Building a Data-Driven Healthcare Demo with NATS.io

David Gee — June 26, 2023

We’re lucky to have partners and customers in healthcare and even luckier to have a team of highly skilled and talented software engineers. So when the challenge came along to build a meaningful demo for a Telehealth scenario, we couldn’t resist. No conversation on this topic would be complete without a sprinkle of AI or ML and so we posit that when used for good, these technologies can be applied to the preservation and quality of human life. That said, there are many challenges which range from measuring and digitizing signals from humans, to processing that data into meaningful actions and managing services at a high level for patient care.

NATS is perfectly positioned as a data substrate, making it easy to acquire data and interact with systems from the nearest, farthest and tiniest of edges, transporting data to the processing systems, and storing the data in key-value stores, data streams and object-stores. In fact, if you didn’t know that NATS has been around for over a decade, you might guess that it was made for the job.

Data-Driven Healthcare

Many people already walk our streets with pacemakers that have connected sensors and in a hospital ward, patients are attached to life sustaining machinery and sensors in closed feedback loops. In the case of a pacemaker, patients receive notifications on their phones when something is wrong or when a change has been made. With high frequency data from patients and great analysis, medical professionals can tune treatment and medication, they can decide on better courses of health management and the societal benefits of healthy humans needs no explanation.
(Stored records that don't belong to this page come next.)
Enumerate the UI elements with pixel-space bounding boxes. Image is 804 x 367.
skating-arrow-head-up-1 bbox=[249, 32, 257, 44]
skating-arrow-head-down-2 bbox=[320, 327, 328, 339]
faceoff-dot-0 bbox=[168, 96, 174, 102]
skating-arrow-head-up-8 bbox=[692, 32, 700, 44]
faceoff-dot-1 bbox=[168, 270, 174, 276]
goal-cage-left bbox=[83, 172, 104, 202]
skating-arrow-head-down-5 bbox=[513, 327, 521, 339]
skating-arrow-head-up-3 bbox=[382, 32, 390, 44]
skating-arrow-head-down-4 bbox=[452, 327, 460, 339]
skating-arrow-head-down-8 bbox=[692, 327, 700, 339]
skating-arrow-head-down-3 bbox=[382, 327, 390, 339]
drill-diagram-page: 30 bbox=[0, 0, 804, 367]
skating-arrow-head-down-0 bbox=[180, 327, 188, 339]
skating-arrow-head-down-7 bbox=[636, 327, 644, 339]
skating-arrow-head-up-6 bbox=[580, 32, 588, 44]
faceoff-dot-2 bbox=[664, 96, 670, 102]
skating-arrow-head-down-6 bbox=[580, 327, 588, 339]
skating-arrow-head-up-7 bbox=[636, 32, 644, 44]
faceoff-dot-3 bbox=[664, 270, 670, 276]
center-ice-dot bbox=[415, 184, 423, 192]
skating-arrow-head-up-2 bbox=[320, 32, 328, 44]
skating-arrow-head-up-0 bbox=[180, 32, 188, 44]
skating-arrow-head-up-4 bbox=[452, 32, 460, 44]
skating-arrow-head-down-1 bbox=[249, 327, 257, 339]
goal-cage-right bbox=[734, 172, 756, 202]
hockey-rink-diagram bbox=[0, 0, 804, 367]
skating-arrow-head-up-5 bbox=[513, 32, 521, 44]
Where NATS is concerned, messages are transported in payloads that have a name, called a subject and these subjects can be tokenised, which can be very helpful. Let’s go through an example. At a basic level, a patient is onboarded into a biodata system and sensors are attached. The patient has an identifier like an internal ID and each sensor has its own ID like so: patientId.sensorId. If we were thinking about this in the scope of a global system, we could add further tokens to this subject name like this: uk.royalcollege.patientId.sensorId.

With NATS and a tokenized naming approach, it’s possible to subscribe at the country level (don’t do that unless you’re ready for the firehose!), the area, to the patient or to the individual sensor. Systems that show interest for the subject can then process the data in real time, or the data can be put into a stream that enables temporal decoupling patterns and non-real-time processing. Data can be processed in stages and stored in a key-value bucket, or even as an object, which is where the final processed payload could reside. Not every patient has the same care requirements or response times and so, if we have a global system with a well-thought-out tenant scheme and subject naming scheme, we can set priorities on a patient’s data compute and sovereignty requirements and thus, some patients data can be processed in real-time, with others processed non-real-time or in quiet times when compute costs are lower.
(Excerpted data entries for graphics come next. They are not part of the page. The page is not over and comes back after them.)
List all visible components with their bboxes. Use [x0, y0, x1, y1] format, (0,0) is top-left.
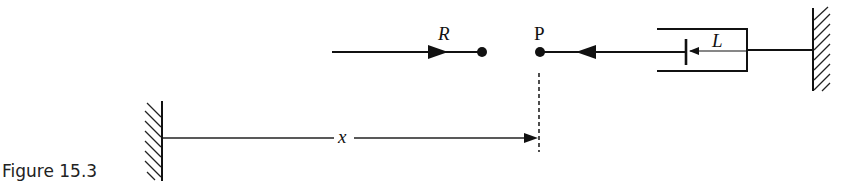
label-p: P: [534, 23, 545, 44]
label-l: L: [711, 30, 723, 51]
arrow-left-small-icon: [689, 47, 699, 55]
figure-diagram: R P L x: [0, 0, 868, 185]
right-wall: [813, 7, 830, 91]
arrow-right-dim-icon: [524, 133, 538, 143]
x-dimension: [163, 133, 538, 143]
cylinder: [657, 29, 813, 71]
r-rod: [332, 45, 487, 59]
label-x: x: [337, 126, 347, 147]
arrow-left-icon: [576, 45, 596, 59]
figure-caption: Figure 15.3: [2, 161, 97, 181]
label-r: R: [437, 23, 450, 44]
r-end-dot: [477, 47, 487, 57]
l-rod: [535, 45, 686, 59]
arrow-right-icon: [428, 45, 448, 59]
left-wall: [145, 101, 162, 181]
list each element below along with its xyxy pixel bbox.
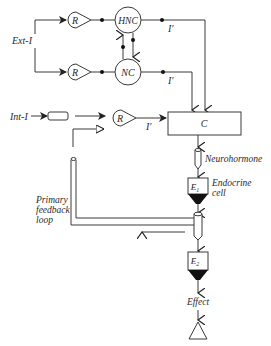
endocrine-label-1: Endocrine (211, 178, 252, 188)
feedback-pipe-end (71, 158, 76, 161)
nc-label: NC (120, 67, 135, 78)
i-prime-bottom-label: I′ (167, 75, 174, 86)
receptor-bottom-label: R (71, 67, 78, 78)
endocrine-label-2: cell (212, 188, 226, 198)
effect-triangle-icon (189, 322, 207, 339)
int-input-label: Int-I (9, 111, 28, 122)
feedback-label-1: Primary (35, 195, 68, 205)
int-input-cylinder (48, 112, 68, 120)
synapse-dot (100, 18, 104, 22)
nc-node: NC (115, 59, 141, 85)
cylinder-top (195, 149, 201, 152)
ext-input-label: Ext-I (11, 35, 33, 46)
effect-label: Effect (186, 297, 210, 307)
neurohormone-label: Neurohormone (204, 154, 262, 164)
junction-top (194, 212, 202, 216)
synapse-dot (160, 18, 164, 22)
feedback-label-3: loop (36, 215, 53, 225)
feedback-to-receptor-arrow (73, 129, 104, 147)
feedback-label-2: feedback (36, 205, 71, 215)
diagram-canvas: Ext-I R HNC I′ R NC I′ Int-I R (0, 0, 271, 346)
synapse-dot (100, 70, 104, 74)
synapse-dot (121, 45, 125, 49)
receptor-bottom: R (68, 64, 91, 80)
hnc-label: HNC (117, 16, 138, 26)
e2-target-cell: E2 (188, 252, 208, 280)
primary-feedback-loop (71, 129, 202, 240)
synapse-dot (161, 70, 165, 74)
receptor-internal-label: R (116, 113, 123, 124)
center-label: C (201, 118, 208, 129)
ext-input-top-arrow (35, 20, 66, 34)
e1-endocrine-cell: E1 (188, 178, 208, 204)
feedback-pipe-inner (76, 160, 194, 218)
nc-output-line (141, 72, 192, 110)
neurohormone-cylinder (195, 150, 201, 169)
ext-input-group: Ext-I (11, 20, 66, 72)
center-node: C (168, 112, 241, 135)
i-prime-top-label: I′ (167, 23, 174, 34)
receptor-top-label: R (71, 15, 78, 26)
receptor-internal: R (113, 110, 136, 126)
e2-funnel (188, 270, 208, 280)
ext-input-bottom-arrow (35, 48, 66, 72)
feedback-pipe-outer (71, 160, 194, 225)
feedback-junction-cylinder (194, 214, 202, 240)
receptor-top: R (68, 12, 91, 28)
hnc-node: HNC (115, 7, 141, 33)
synapse-dot (131, 38, 135, 42)
e1-funnel (188, 194, 208, 204)
i-prime-internal-label: I′ (145, 121, 152, 132)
This is a fascinating topic and this article barely scratches the surface. If you want to explore more, feel free to get in touch ! We would love to hear from you.

Making Ideas Memorable

Synadia is all about big bang demos and injecting thoughts beyond Powerpoint presentations. We decided to do something about Telehealth just after KubeCon EU in April 2023 and since then, we committed to a one of a kind demo in the form of an arcade game, Cybervet, entirely powered by NATS for Susecon in Munich which spanned the 20th - 22nd of June 2023. The game has patients and surgeons, in which surgeons try to save the patients, but with a twist. As a patient, you can inflict infections and damage against your game patient character, with the worst move being to present the patient with the medical bill. Check out the video below for a tour of Cybervet, or you can go play at http://cybervet.io .
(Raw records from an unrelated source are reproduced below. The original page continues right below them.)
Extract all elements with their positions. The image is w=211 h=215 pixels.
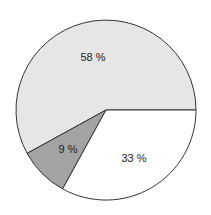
label-33: 33 % [121, 152, 146, 164]
label-58: 58 % [80, 51, 105, 63]
pie-chart [0, 0, 211, 215]
label-9: 9 % [59, 143, 78, 155]
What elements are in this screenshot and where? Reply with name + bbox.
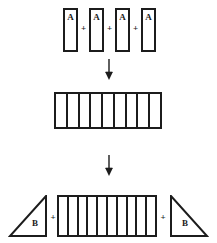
strip-cell xyxy=(59,197,69,235)
unit-rectangle-a-4-label: A xyxy=(143,12,154,22)
strip-cell xyxy=(118,197,128,235)
plus-sign-bottom-right: + xyxy=(158,213,168,222)
unit-rectangle-a-4: A xyxy=(141,8,156,52)
bottom-row-assembly: B + + B xyxy=(0,195,217,239)
strip-cell xyxy=(103,94,115,127)
strip-cell xyxy=(147,197,155,235)
geometric-decomposition-figure: A + A + A + A xyxy=(0,0,217,243)
triangle-b-left xyxy=(8,195,48,237)
unit-rectangle-a-2-label: A xyxy=(91,12,102,22)
strip-cell xyxy=(88,197,98,235)
triangle-b-right xyxy=(169,195,209,237)
strip-cell xyxy=(138,94,150,127)
strip-cell xyxy=(115,94,127,127)
strip-cell xyxy=(150,94,160,127)
strip-cell xyxy=(127,94,139,127)
merged-strip-rectangle xyxy=(54,92,162,129)
plus-sign-top-3: + xyxy=(131,24,140,33)
strip-cell xyxy=(68,94,80,127)
arrow-down-icon-1 xyxy=(104,59,114,81)
unit-rectangle-a-3: A xyxy=(115,8,130,52)
strip-cell xyxy=(91,94,103,127)
strip-cell xyxy=(80,94,92,127)
unit-rectangle-a-1: A xyxy=(63,8,78,52)
plus-sign-top-1: + xyxy=(79,24,88,33)
strip-cell xyxy=(128,197,138,235)
strip-cell xyxy=(56,94,68,127)
unit-rectangle-a-3-label: A xyxy=(117,12,128,22)
strip-cell xyxy=(108,197,118,235)
strip-cell xyxy=(79,197,89,235)
plus-sign-top-2: + xyxy=(105,24,114,33)
strip-cell xyxy=(69,197,79,235)
bottom-strip-rectangle xyxy=(57,195,157,237)
unit-rectangle-a-2: A xyxy=(89,8,104,52)
triangle-b-right-label: B xyxy=(182,219,188,228)
triangle-b-left-label: B xyxy=(32,219,38,228)
unit-rectangle-a-1-label: A xyxy=(65,12,76,22)
strip-cell xyxy=(98,197,108,235)
strip-cell xyxy=(137,197,147,235)
arrow-down-icon-2 xyxy=(104,155,114,177)
top-row-unit-rectangles: A + A + A + A xyxy=(0,8,217,54)
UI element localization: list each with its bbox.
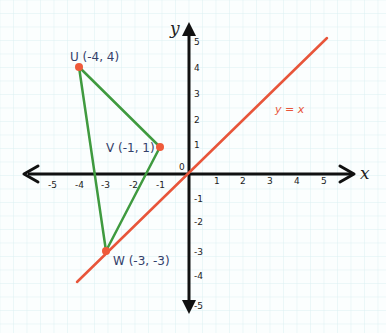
- point-u: [75, 63, 83, 71]
- svg-text:3: 3: [194, 89, 200, 99]
- graph-svg: x y 0 -5 -4 -3 -2 -1 1 2 3 4 5 5 4 3 2 1…: [0, 0, 386, 333]
- svg-text:-3: -3: [194, 247, 203, 257]
- origin-label: 0: [179, 162, 185, 172]
- svg-text:-5: -5: [194, 301, 203, 311]
- grid-background: [0, 0, 386, 333]
- svg-text:-5: -5: [48, 180, 57, 190]
- svg-text:-1: -1: [194, 194, 203, 204]
- point-v: [156, 143, 164, 151]
- point-w: [102, 247, 110, 255]
- point-v-label: V (-1, 1): [106, 141, 155, 155]
- svg-text:1: 1: [214, 176, 220, 186]
- svg-text:2: 2: [194, 115, 200, 125]
- svg-text:-4: -4: [194, 271, 203, 281]
- svg-text:-2: -2: [194, 217, 203, 227]
- svg-text:2: 2: [240, 176, 246, 186]
- svg-text:-1: -1: [156, 180, 165, 190]
- point-u-label: U (-4, 4): [70, 50, 119, 64]
- svg-text:4: 4: [294, 176, 300, 186]
- y-axis-label: y: [169, 18, 180, 38]
- svg-text:4: 4: [194, 63, 200, 73]
- svg-text:-3: -3: [101, 180, 110, 190]
- svg-text:-2: -2: [129, 180, 138, 190]
- svg-text:5: 5: [194, 37, 200, 47]
- svg-text:1: 1: [194, 140, 200, 150]
- svg-text:5: 5: [321, 176, 327, 186]
- svg-text:-4: -4: [75, 180, 84, 190]
- x-axis-label: x: [360, 163, 370, 183]
- point-w-label: W (-3, -3): [113, 254, 170, 268]
- line-label: y = x: [274, 103, 305, 116]
- coordinate-plane: x y 0 -5 -4 -3 -2 -1 1 2 3 4 5 5 4 3 2 1…: [0, 0, 386, 333]
- svg-text:3: 3: [267, 176, 273, 186]
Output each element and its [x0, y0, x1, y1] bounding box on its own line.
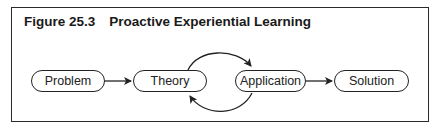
node-application: Application [235, 70, 306, 92]
node-problem: Problem [31, 70, 105, 92]
diagram-connectors [0, 0, 446, 134]
node-theory: Theory [133, 70, 207, 92]
node-solution: Solution [334, 70, 409, 92]
arrow-application-theory [190, 93, 252, 111]
arrow-theory-application [188, 53, 251, 70]
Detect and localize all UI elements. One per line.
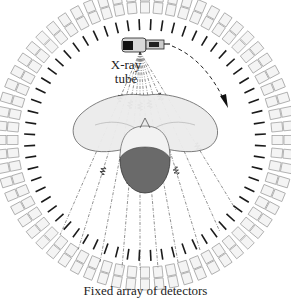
xray-tube [122,38,170,52]
xray-tube-label: X-ray tube [103,58,149,86]
detector-array-caption: Fixed array of detectors [0,283,291,299]
xray-tube-label-line2: tube [103,72,149,86]
diagram-canvas [0,0,291,302]
xray-tube-label-line1: X-ray [103,58,149,72]
ct-scanner-diagram: X-ray tube Fixed array of detectors [0,0,291,302]
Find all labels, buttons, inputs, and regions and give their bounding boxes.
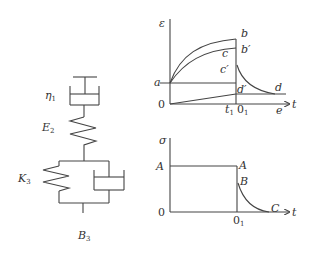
- stress-chart-axes: [170, 138, 289, 212]
- stress-ylabel: σ: [159, 135, 167, 146]
- strain-chart-axes: [170, 19, 289, 104]
- point-d-prime: d′: [237, 84, 247, 95]
- strain-xlabel: t: [292, 99, 296, 110]
- label-eta1: η1: [45, 90, 56, 103]
- point-A: A: [239, 160, 247, 171]
- rheological-model-figure: η1 E2 K3 B3 ε a 0 b b′ c c′ d′ d t1 01 e…: [0, 0, 312, 256]
- point-a: a: [154, 77, 161, 88]
- strain-ylabel: ε: [159, 18, 165, 29]
- stress-origin: 0: [158, 207, 165, 218]
- point-b-prime: b′: [241, 44, 251, 55]
- stress-tick-o1: 01: [233, 215, 244, 228]
- spring-E2: [70, 117, 96, 161]
- point-C: C: [271, 203, 279, 214]
- point-B: B: [240, 176, 248, 187]
- label-K3: K3: [18, 173, 31, 186]
- label-E2: E2: [42, 122, 55, 135]
- point-e: e: [276, 105, 283, 116]
- point-b: b: [241, 28, 248, 39]
- stress-chart-curves: [170, 166, 269, 212]
- dashpot-eta1: [70, 77, 99, 117]
- tick-t1: t1: [225, 104, 234, 117]
- stress-ylevel-A: A: [156, 161, 164, 172]
- point-c-prime: c′: [220, 64, 229, 75]
- tick-o1: 01: [237, 104, 248, 117]
- kelvin-unit-K3-B3: [43, 161, 124, 213]
- point-d: d: [275, 82, 282, 93]
- point-c: c: [222, 48, 228, 59]
- stress-xlabel: t: [292, 207, 296, 218]
- label-B3: B3: [78, 230, 91, 243]
- strain-origin: 0: [158, 99, 165, 110]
Every action is controlled by the game server and every action results in state changes either in the user or match key-value store, in a data stream or in the transmission of telemetry for operations. NATS extends data and command and control capabilities from the data center right out to the tiniest of edge locations and in our data-driven world, you only need one platform for ephemeral and persistent publish-subscribe, request-response, key-value, data streaming and object storage. We had an absolute blast sharing the game at our booth at Susecon23 and special thanks goes to Delaney Gillian , a fellow Synadian who not only accepted the challenge of creating the game, but made Cybervet a reality.

Questions? Join our Slack channel or email info@synadia.com

About the Author

David Gee is a systems engineer at Synadia Communications with twenty years of experience in constrained systems, industrial process control, network control software & automation and more. He specialises in IoT, IIoT and edge systems.